At Syren, working closely with supply chain and operations teams across industries, we’ve first observed a growing disconnect - while LLMs and enterprise automation platforms are finding their way into isolated use cases, customer support tickets, analytics summaries, workflow triggers, there’s still no cohesive system that pulls it all together.
This leads to disconnected point solutions that deliver short-term wins but fall short of enabling truly adaptive, intelligent operations.
In his article, Bharat has explored what’s missing from the widely adopted automation strategies, i.e., lack of orchestration, explainability, and semantic context. He outlines what it takes to move from scattered, pilot-stuck projects to truly resilient systems.
Challenges Faced by Enterprises
Bharat’s article is a reflection of why this is happening and what needs to change. He highlights 4 core breakdowns most enterprise automation projects face:
- Over-reliance on narrow tools like Retrieval-Augmented Generation (RAG) without the infrastructure to ground responses to reliable data.
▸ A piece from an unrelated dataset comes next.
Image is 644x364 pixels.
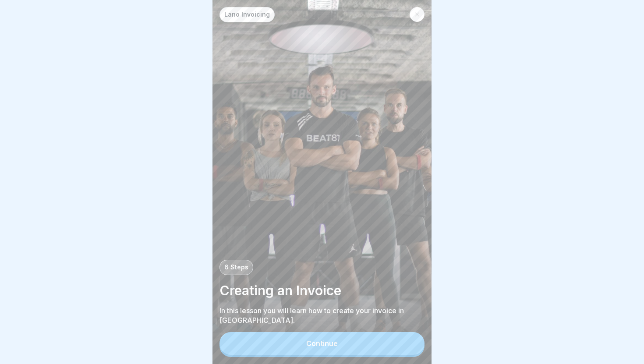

- Siloed copilots developed independently across functions, without shared memory or orchestration.
- Workflows are built as API chains rather than structured processes with approvals, exception handling, and embedded logic.
- A lack of decision-making transparency reduces adoption in environments where compliance or trust is critical.
These technical oversights reflect a broader strategic gap. Enterprises haven’t yet redefined what workflows should look like in a world where systems can reason, adapt, and collaborate with humans. The tendency to treat automation as a convenience layer, rather than a re-architecture of operational logic keeps transformation stuck in “pilot mode.”
What Real Intelligent Workflows Require
Bharat outlines a systems-focused approach, and here’s how Syren builds on those same principles:
- AI agents that connect: Purpose-built modules that plug into workflows, reducing duplication and improving reusability.
- End‑to‑end orchestration: Workflows that include approvals, retries, exception handling, and human-in-the-loop flows.
- Unified semantic context: A central knowledge layer linking documents, conversations, system data, and events for grounded reasoning.
- Governance and observability built in: Full transparency into decision logic, data sources, and auditing to build user trust and meet compliance.
Conclusion
For enterprise automation to move beyond stuck pilots, the focus must shift from isolated tools to designing scalable systems with embedded logic, shared context, and trust at their core
At Syren, we believe that by investing in system-level design, cross-functional orchestration, and built-in governance, enterprises can unlock the full potential of LLMs that automate, adapt, learn, and lead. The future of enterprise is how intelligently the tools you adopt work together.